Narrow, dense rings of comets are coming together to form planets on the outskirts of at least three distant solar systems, astronomers have found using data from a pair of NASA telescopes.
The researchers have estimated the mass of these rings by measuring the amount of light they reflect, finding that each of these developing planets is at least the size of a few Earths, according to Carey Lisse, a planetary scientist at the Johns Hopkins Applied Physics Laboratory in Laurel, Maryland.
Presenting his results today at the American Astronomical Society's Division for Planetary Sciences meeting in Utah, Lisse said scientists are especially intrigued by the red dust ring surrounding the system dubbed HR 4796A, which shows unusually tight form for an infant solar system.
Lisse traces the extreme red color to the burnt-out, rocky organic remains of comets, a result of the system's ring being close enough to the star that they have all boiled off. The researchers don't see red ring dust in two of the other systems observed—called Fomalhaut and HD 32297—and instead see normal bluish comet dust containing ices, which indicates that these systems' rings are far enough away from their stars that their comets are cold and mostly stable.
"The narrow confines of these rings is still a great puzzle—you don't typically see this kind of tight order in such a young system," Lisse said. "Usually, material is moving every which way before an exoplanetary system gets cleaned out and settles down, so that planetary bodies rarely cross each other's path, like in our present-day solar system."
Through a process of elimination, Lisse and his co-authors have attributed the tight structure of these systems to multiple coalescing bodies "shepherding" material through the rings.
"Comets crashing down onto these growing planet surfaces would kick up huge clouds of fast-moving, ejected 'construction dust,' which would spread over the system in huge clouds," Lisse said. "The only apparent solution to these issues is that multiple mini-planets are coalescing in these rings, and these small bodies, with low kick-up velocities, are shepherding the rings into narrow structures—much in the same way many of the narrow rings of Saturn are focused and sharpened."
This is a paradigm shift for researchers, he added, because instead of finding a planet built from one big "construction site," they are observing planets rising from many small ones, which will eventually merge their work into the final product. Recent studies have yielded similar theories about the formation of the giant gas planets Uranus and Neptune, that each had multiple "subcores" that were eventually covered by thick atmospheres.
In Fomalhaut and HD 32297, researchers expect that millions of comets are contributing to form the cores of ice giant planets like Uranus and Neptune—although without the thick atmospheres, since the primordial gas disks that would form such atmospheres are gone. In HR 4796A, with its warmer dust ring, even the ices normally found in the rings' comets evaporated over the last million years or so, leaving behind core building blocks that are rich in leftover carbon and rocky materials.
"These systems appear to be building planets we don't see in our solar system—large, multi-Earth mass ones with variable amounts of ice, rock, and refractory organics," Lisse said. "This is very much like the predicted recipe for the super-Earths seen in abundance in the Kepler planet survey. ... Much still has to happen, though, before these rings could become planets the size of the gas giants. Why it's taking so long to make outer planets in these systems—after their primordial gas disks have been stripped away—is a big mystery."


I need the entries printed again word for word, without the images.

Data supplied>
◇ ◇ ◇ ◇ ◇ ◇ ◇
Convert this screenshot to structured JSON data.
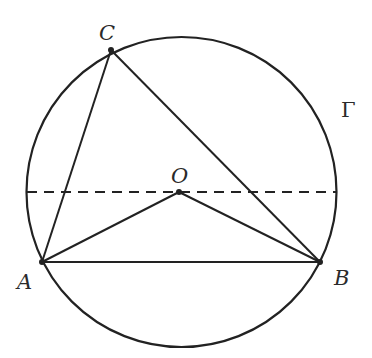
{
  "figure": {
    "circle": {
      "label": "Γ",
      "cx": 181.5,
      "cy": 192,
      "r": 155
    },
    "points": {
      "A": {
        "label": "A",
        "x": 42,
        "y": 262
      },
      "B": {
        "label": "B",
        "x": 320,
        "y": 262
      },
      "C": {
        "label": "C",
        "x": 111,
        "y": 50
      },
      "O": {
        "label": "O",
        "x": 179,
        "y": 192
      }
    },
    "segments": [
      "AB",
      "BC",
      "CA",
      "OA",
      "OB"
    ],
    "dashed_line": {
      "x1": 27,
      "y1": 192,
      "x2": 336,
      "y2": 192
    },
    "colors": {
      "stroke": "#222222",
      "background": "#ffffff"
    }
  }
}
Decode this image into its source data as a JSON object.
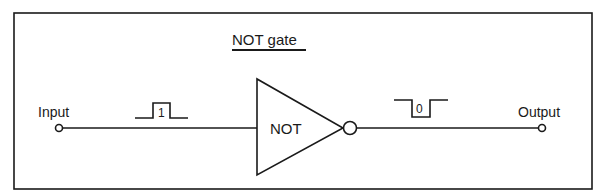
{
  "diagram": {
    "title": "NOT gate",
    "input_label": "Input",
    "output_label": "Output",
    "gate_label": "NOT",
    "input_pulse_value": "1",
    "output_pulse_value": "0"
  },
  "colors": {
    "stroke": "#1a1a1a",
    "background": "#ffffff"
  }
}
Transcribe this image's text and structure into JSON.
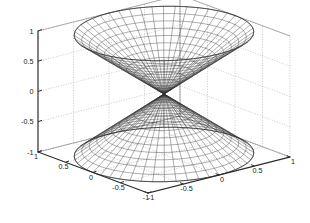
{
  "figure": {
    "title": "",
    "background_color": "#ffffff",
    "mesh_color": "#303030",
    "grid_color": "#9a9a9a",
    "axis_color": "#2b2b2b",
    "tick_text_color": "#1a1a1a"
  },
  "chart_data": {
    "type": "surface",
    "subtype": "mesh-wireframe-3d",
    "title": "",
    "xlabel": "",
    "ylabel": "",
    "zlabel": "",
    "xlim": [
      -1,
      1
    ],
    "ylim": [
      -1,
      1
    ],
    "zlim": [
      -1,
      1
    ],
    "xticks": [
      -1,
      -0.5,
      0,
      0.5,
      1
    ],
    "yticks": [
      -1,
      -0.5,
      0,
      0.5,
      1
    ],
    "zticks": [
      -1,
      -0.5,
      0,
      0.5,
      1
    ],
    "xtick_labels": [
      "-1",
      "-0.5",
      "0",
      "0.5",
      "1"
    ],
    "ytick_labels": [
      "1",
      "0.5",
      "0",
      "-0.5",
      "-1"
    ],
    "ztick_labels": [
      "1",
      "0.5",
      "0",
      "-0.5",
      "-1"
    ],
    "grid": true,
    "grid_style": "dotted",
    "legend": null,
    "view": {
      "azimuth": -37.5,
      "elevation": 20
    },
    "surface": {
      "equation": "z = sqrt(x^2 + y^2) and z = -sqrt(x^2 + y^2)",
      "parametric": "x = r*cos(theta), y = r*sin(theta), z = ±r",
      "radial_divisions": 12,
      "angular_divisions": 48,
      "sheets": [
        {
          "name": "upper-cone",
          "z_range": [
            0,
            1
          ],
          "apex": [
            0,
            0,
            0
          ]
        },
        {
          "name": "lower-cone",
          "z_range": [
            -1,
            0
          ],
          "apex": [
            0,
            0,
            0
          ]
        }
      ]
    }
  },
  "axes": {
    "z_axis": {
      "name": "z-axis",
      "ticks": [
        {
          "value": 1,
          "label": "1"
        },
        {
          "value": 0.5,
          "label": "0.5"
        },
        {
          "value": 0,
          "label": "0"
        },
        {
          "value": -0.5,
          "label": "-0.5"
        },
        {
          "value": -1,
          "label": "-1"
        }
      ]
    },
    "y_axis": {
      "name": "y-axis",
      "ticks": [
        {
          "value": 1,
          "label": "1"
        },
        {
          "value": 0.5,
          "label": "0.5"
        },
        {
          "value": 0,
          "label": "0"
        },
        {
          "value": -0.5,
          "label": "-0.5"
        },
        {
          "value": -1,
          "label": "-1"
        }
      ]
    },
    "x_axis": {
      "name": "x-axis",
      "ticks": [
        {
          "value": -1,
          "label": "-1"
        },
        {
          "value": -0.5,
          "label": "-0.5"
        },
        {
          "value": 0,
          "label": "0"
        },
        {
          "value": 0.5,
          "label": "0.5"
        },
        {
          "value": 1,
          "label": "1"
        }
      ]
    }
  }
}
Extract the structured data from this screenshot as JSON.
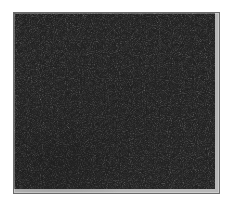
{
  "page": {
    "background_color": "#ffffff",
    "width": 234,
    "height": 206
  },
  "figure": {
    "name": "micrograph-panel",
    "caption": "",
    "title": "",
    "border_color": "#6b6b6b",
    "border_width_px": 1,
    "panel": {
      "left": 13,
      "top": 12,
      "width": 207,
      "height": 182
    },
    "texture": {
      "description": "fine-grained random speckle",
      "base_color": "#b4b4b4",
      "dark_speckle_color": "#2a2a2a",
      "mid_speckle_color": "#4a4a4a",
      "light_ground_color": "#e0e0e0",
      "mean_tone": "#9a9a9a",
      "grain_size_px": 1.5,
      "clustering": "slight",
      "streak_direction": "diagonal",
      "dark_region": "lower-left"
    }
  },
  "labels": {
    "axis_ticks": [],
    "legend": [],
    "annotations": [],
    "margin_text": ""
  }
}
◇ ◇ ◇ ◇ ◇ ◇ ◇
Your solution>
Convert this screenshot to structured JSON data.
{
  "figure": {
    "circle": {
      "label": "Γ",
      "cx": 181.5,
      "cy": 192,
      "r": 155
    },
    "points": {
      "A": {
        "label": "A",
        "x": 42,
        "y": 262
      },
      "B": {
        "label": "B",
        "x": 320,
        "y": 262
      },
      "C": {
        "label": "C",
        "x": 111,
        "y": 50
      },
      "O": {
        "label": "O",
        "x": 179,
        "y": 192
      }
    },
    "segments": [
      "AB",
      "BC",
      "CA",
      "OA",
      "OB"
    ],
    "dashed_line": {
      "x1": 27,
      "y1": 192,
      "x2": 336,
      "y2": 192
    },
    "colors": {
      "stroke": "#222222",
      "background": "#ffffff"
    }
  }
}
Decode this image into its source data as a JSON object.
{
  "diagram": {
    "title": "NOT gate",
    "input_label": "Input",
    "output_label": "Output",
    "gate_label": "NOT",
    "input_pulse_value": "1",
    "output_pulse_value": "0"
  },
  "colors": {
    "stroke": "#1a1a1a",
    "background": "#ffffff"
  }
}
Transcribe this image's text and structure into JSON.
{
  "figure": {
    "title": "",
    "background_color": "#ffffff",
    "mesh_color": "#303030",
    "grid_color": "#9a9a9a",
    "axis_color": "#2b2b2b",
    "tick_text_color": "#1a1a1a"
  },
  "chart_data": {
    "type": "surface",
    "subtype": "mesh-wireframe-3d",
    "title": "",
    "xlabel": "",
    "ylabel": "",
    "zlabel": "",
    "xlim": [
      -1,
      1
    ],
    "ylim": [
      -1,
      1
    ],
    "zlim": [
      -1,
      1
    ],
    "xticks": [
      -1,
      -0.5,
      0,
      0.5,
      1
    ],
    "yticks": [
      -1,
      -0.5,
      0,
      0.5,
      1
    ],
    "zticks": [
      -1,
      -0.5,
      0,
      0.5,
      1
    ],
    "xtick_labels": [
      "-1",
      "-0.5",
      "0",
      "0.5",
      "1"
    ],
    "ytick_labels": [
      "1",
      "0.5",
      "0",
      "-0.5",
      "-1"
    ],
    "ztick_labels": [
      "1",
      "0.5",
      "0",
      "-0.5",
      "-1"
    ],
    "grid": true,
    "grid_style": "dotted",
    "legend": null,
    "view": {
      "azimuth": -37.5,
      "elevation": 20
    },
    "surface": {
      "equation": "z = sqrt(x^2 + y^2) and z = -sqrt(x^2 + y^2)",
      "parametric": "x = r*cos(theta), y = r*sin(theta), z = ±r",
      "radial_divisions": 12,
      "angular_divisions": 48,
      "sheets": [
        {
          "name": "upper-cone",
          "z_range": [
            0,
            1
          ],
          "apex": [
            0,
            0,
            0
          ]
        },
        {
          "name": "lower-cone",
          "z_range": [
            -1,
            0
          ],
          "apex": [
            0,
            0,
            0
          ]
        }
      ]
    }
  },
  "axes": {
    "z_axis": {
      "name": "z-axis",
      "ticks": [
        {
          "value": 1,
          "label": "1"
        },
        {
          "value": 0.5,
          "label": "0.5"
        },
        {
          "value": 0,
          "label": "0"
        },
        {
          "value": -0.5,
          "label": "-0.5"
        },
        {
          "value": -1,
          "label": "-1"
        }
      ]
    },
    "y_axis": {
      "name": "y-axis",
      "ticks": [
        {
          "value": 1,
          "label": "1"
        },
        {
          "value": 0.5,
          "label": "0.5"
        },
        {
          "value": 0,
          "label": "0"
        },
        {
          "value": -0.5,
          "label": "-0.5"
        },
        {
          "value": -1,
          "label": "-1"
        }
      ]
    },
    "x_axis": {
      "name": "x-axis",
      "ticks": [
        {
          "value": -1,
          "label": "-1"
        },
        {
          "value": -0.5,
          "label": "-0.5"
        },
        {
          "value": 0,
          "label": "0"
        },
        {
          "value": 0.5,
          "label": "0.5"
        },
        {
          "value": 1,
          "label": "1"
        }
      ]
    }
  }
}
Extract the structured data from this screenshot as JSON.
{
  "page": {
    "background_color": "#ffffff",
    "width": 234,
    "height": 206
  },
  "figure": {
    "name": "micrograph-panel",
    "caption": "",
    "title": "",
    "border_color": "#6b6b6b",
    "border_width_px": 1,
    "panel": {
      "left": 13,
      "top": 12,
      "width": 207,
      "height": 182
    },
    "texture": {
      "description": "fine-grained random speckle",
      "base_color": "#b4b4b4",
      "dark_speckle_color": "#2a2a2a",
      "mid_speckle_color": "#4a4a4a",
      "light_ground_color": "#e0e0e0",
      "mean_tone": "#9a9a9a",
      "grain_size_px": 1.5,
      "clustering": "slight",
      "streak_direction": "diagonal",
      "dark_region": "lower-left"
    }
  },
  "labels": {
    "axis_ticks": [],
    "legend": [],
    "annotations": [],
    "margin_text": ""
  }
}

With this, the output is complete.